### [PROBLEM REQUIREMENTS]
Keep only the lines from the top of the listing through the one with "What do you see at coordinates (10, 180)", and reproduce them unaltered.

### [DATASET RECORDS]
· · · ·

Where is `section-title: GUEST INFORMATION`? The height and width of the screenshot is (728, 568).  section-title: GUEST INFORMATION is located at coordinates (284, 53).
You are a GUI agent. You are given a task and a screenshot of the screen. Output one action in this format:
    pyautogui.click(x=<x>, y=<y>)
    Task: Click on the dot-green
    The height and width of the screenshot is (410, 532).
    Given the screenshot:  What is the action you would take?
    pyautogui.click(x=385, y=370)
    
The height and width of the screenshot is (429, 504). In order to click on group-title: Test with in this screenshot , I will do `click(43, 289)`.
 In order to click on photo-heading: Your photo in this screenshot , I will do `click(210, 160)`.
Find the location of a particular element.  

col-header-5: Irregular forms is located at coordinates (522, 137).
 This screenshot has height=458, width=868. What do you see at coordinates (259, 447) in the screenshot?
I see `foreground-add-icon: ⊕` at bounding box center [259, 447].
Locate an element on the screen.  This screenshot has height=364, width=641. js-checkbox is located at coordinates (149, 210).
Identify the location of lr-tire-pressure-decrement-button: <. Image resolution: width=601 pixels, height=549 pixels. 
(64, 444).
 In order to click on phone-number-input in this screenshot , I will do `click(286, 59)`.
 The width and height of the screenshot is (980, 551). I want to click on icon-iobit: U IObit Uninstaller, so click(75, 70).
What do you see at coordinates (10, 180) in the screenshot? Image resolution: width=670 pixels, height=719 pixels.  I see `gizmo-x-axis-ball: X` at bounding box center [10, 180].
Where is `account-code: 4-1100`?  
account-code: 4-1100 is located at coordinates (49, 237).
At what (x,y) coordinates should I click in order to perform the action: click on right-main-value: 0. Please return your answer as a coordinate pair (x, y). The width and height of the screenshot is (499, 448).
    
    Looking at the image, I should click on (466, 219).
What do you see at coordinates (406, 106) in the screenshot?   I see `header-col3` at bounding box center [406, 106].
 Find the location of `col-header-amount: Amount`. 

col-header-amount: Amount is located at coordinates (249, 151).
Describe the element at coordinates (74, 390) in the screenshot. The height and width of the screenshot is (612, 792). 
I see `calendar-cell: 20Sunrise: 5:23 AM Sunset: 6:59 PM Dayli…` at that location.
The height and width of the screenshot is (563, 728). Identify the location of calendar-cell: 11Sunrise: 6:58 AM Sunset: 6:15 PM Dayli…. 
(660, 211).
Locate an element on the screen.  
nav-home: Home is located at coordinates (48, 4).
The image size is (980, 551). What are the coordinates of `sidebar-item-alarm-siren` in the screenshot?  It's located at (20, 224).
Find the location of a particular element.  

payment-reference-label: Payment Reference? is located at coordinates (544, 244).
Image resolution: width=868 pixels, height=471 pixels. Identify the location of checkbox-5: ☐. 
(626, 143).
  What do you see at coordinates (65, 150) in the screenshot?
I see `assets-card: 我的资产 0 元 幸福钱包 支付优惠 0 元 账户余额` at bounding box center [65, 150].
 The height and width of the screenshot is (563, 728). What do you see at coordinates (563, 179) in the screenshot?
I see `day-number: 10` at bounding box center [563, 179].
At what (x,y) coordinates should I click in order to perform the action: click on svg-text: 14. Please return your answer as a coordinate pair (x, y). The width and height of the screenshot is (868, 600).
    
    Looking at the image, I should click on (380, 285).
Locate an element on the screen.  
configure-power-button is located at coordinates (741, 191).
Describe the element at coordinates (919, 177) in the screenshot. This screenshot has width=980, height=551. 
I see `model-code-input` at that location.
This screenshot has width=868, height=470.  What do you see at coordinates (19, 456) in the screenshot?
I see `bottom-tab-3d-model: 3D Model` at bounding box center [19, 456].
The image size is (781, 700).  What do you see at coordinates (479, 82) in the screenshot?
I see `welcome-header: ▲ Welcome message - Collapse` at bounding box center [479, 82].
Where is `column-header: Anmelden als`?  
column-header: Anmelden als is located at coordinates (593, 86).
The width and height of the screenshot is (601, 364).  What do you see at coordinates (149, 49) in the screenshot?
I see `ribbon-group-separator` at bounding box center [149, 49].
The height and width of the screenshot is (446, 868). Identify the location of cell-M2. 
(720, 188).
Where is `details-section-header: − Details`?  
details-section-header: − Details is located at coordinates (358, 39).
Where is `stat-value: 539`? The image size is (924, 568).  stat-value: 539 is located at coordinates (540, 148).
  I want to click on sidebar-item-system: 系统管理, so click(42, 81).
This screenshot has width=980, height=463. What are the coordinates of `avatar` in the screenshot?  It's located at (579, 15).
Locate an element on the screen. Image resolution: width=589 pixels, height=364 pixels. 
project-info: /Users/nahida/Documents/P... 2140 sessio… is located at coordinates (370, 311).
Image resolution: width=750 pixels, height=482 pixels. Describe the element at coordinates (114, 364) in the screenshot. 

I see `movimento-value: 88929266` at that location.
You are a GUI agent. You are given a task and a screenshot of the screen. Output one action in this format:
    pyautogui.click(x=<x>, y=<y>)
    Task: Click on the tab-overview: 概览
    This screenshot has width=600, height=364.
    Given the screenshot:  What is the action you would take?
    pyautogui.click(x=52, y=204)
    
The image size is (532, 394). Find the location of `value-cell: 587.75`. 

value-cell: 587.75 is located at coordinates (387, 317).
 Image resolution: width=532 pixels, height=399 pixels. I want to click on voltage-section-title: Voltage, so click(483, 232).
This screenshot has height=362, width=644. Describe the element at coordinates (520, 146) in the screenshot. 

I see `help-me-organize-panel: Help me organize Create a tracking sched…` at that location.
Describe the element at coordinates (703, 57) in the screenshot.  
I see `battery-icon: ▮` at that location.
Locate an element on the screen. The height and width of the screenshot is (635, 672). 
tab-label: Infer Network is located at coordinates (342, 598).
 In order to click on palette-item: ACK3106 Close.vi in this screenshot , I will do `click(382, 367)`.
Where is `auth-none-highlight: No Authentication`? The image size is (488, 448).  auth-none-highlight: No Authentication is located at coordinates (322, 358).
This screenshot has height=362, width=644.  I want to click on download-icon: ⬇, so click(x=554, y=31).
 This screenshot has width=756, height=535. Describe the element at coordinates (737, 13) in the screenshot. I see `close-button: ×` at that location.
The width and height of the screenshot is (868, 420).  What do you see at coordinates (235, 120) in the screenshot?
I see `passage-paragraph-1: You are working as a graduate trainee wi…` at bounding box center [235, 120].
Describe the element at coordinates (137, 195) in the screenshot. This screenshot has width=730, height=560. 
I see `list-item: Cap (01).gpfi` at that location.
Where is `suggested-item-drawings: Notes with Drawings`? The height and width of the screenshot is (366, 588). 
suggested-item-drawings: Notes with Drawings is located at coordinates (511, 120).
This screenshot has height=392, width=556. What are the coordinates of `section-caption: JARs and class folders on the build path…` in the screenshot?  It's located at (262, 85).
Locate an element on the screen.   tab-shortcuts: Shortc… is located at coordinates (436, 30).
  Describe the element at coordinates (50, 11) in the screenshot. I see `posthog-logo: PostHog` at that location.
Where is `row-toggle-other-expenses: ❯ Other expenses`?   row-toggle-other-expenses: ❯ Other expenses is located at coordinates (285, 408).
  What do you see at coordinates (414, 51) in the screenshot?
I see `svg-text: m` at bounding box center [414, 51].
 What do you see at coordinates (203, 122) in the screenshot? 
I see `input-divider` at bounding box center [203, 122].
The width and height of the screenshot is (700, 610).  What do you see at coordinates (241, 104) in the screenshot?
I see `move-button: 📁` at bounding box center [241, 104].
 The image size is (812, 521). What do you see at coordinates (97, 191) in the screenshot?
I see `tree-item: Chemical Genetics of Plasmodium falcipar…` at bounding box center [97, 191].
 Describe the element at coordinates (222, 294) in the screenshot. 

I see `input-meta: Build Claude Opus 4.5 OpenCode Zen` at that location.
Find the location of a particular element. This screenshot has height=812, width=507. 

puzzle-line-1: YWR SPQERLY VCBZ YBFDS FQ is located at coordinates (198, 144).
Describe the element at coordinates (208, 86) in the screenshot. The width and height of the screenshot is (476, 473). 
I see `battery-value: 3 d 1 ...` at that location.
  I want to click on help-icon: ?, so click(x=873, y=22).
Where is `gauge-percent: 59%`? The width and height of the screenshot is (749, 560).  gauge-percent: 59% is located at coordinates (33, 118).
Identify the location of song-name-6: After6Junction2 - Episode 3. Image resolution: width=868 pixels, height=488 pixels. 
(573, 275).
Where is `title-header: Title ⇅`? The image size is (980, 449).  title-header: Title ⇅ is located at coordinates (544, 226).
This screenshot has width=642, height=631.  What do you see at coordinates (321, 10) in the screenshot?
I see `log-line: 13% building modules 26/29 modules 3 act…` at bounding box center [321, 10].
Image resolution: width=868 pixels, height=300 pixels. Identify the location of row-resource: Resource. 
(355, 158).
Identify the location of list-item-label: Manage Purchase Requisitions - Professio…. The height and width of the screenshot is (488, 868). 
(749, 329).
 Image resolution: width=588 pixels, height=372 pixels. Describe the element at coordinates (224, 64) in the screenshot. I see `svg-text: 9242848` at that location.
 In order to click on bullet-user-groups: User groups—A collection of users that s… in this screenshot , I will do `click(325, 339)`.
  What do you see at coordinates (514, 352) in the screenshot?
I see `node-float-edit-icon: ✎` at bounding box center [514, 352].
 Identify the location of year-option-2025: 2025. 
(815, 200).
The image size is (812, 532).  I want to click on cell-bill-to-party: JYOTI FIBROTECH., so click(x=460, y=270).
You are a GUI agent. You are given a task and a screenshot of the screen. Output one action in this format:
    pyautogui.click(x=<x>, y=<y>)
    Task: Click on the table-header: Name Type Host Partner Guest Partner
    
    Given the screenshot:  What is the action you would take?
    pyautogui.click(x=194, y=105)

· · · ·

### [TASK ANSWER]
Where is `section-title: GUEST INFORMATION`? The height and width of the screenshot is (728, 568).  section-title: GUEST INFORMATION is located at coordinates (284, 53).
You are a GUI agent. You are given a task and a screenshot of the screen. Output one action in this format:
    pyautogui.click(x=<x>, y=<y>)
    Task: Click on the dot-green
    The height and width of the screenshot is (410, 532).
    Given the screenshot:  What is the action you would take?
    pyautogui.click(x=385, y=370)
    
The height and width of the screenshot is (429, 504). In order to click on group-title: Test with in this screenshot , I will do `click(43, 289)`.
 In order to click on photo-heading: Your photo in this screenshot , I will do `click(210, 160)`.
Find the location of a particular element.  

col-header-5: Irregular forms is located at coordinates (522, 137).
 This screenshot has height=458, width=868. What do you see at coordinates (259, 447) in the screenshot?
I see `foreground-add-icon: ⊕` at bounding box center [259, 447].
Locate an element on the screen.  This screenshot has height=364, width=641. js-checkbox is located at coordinates (149, 210).
Identify the location of lr-tire-pressure-decrement-button: <. Image resolution: width=601 pixels, height=549 pixels. 
(64, 444).
 In order to click on phone-number-input in this screenshot , I will do `click(286, 59)`.
 The width and height of the screenshot is (980, 551). I want to click on icon-iobit: U IObit Uninstaller, so click(75, 70).
What do you see at coordinates (10, 180) in the screenshot? Image resolution: width=670 pixels, height=719 pixels.  I see `gizmo-x-axis-ball: X` at bounding box center [10, 180].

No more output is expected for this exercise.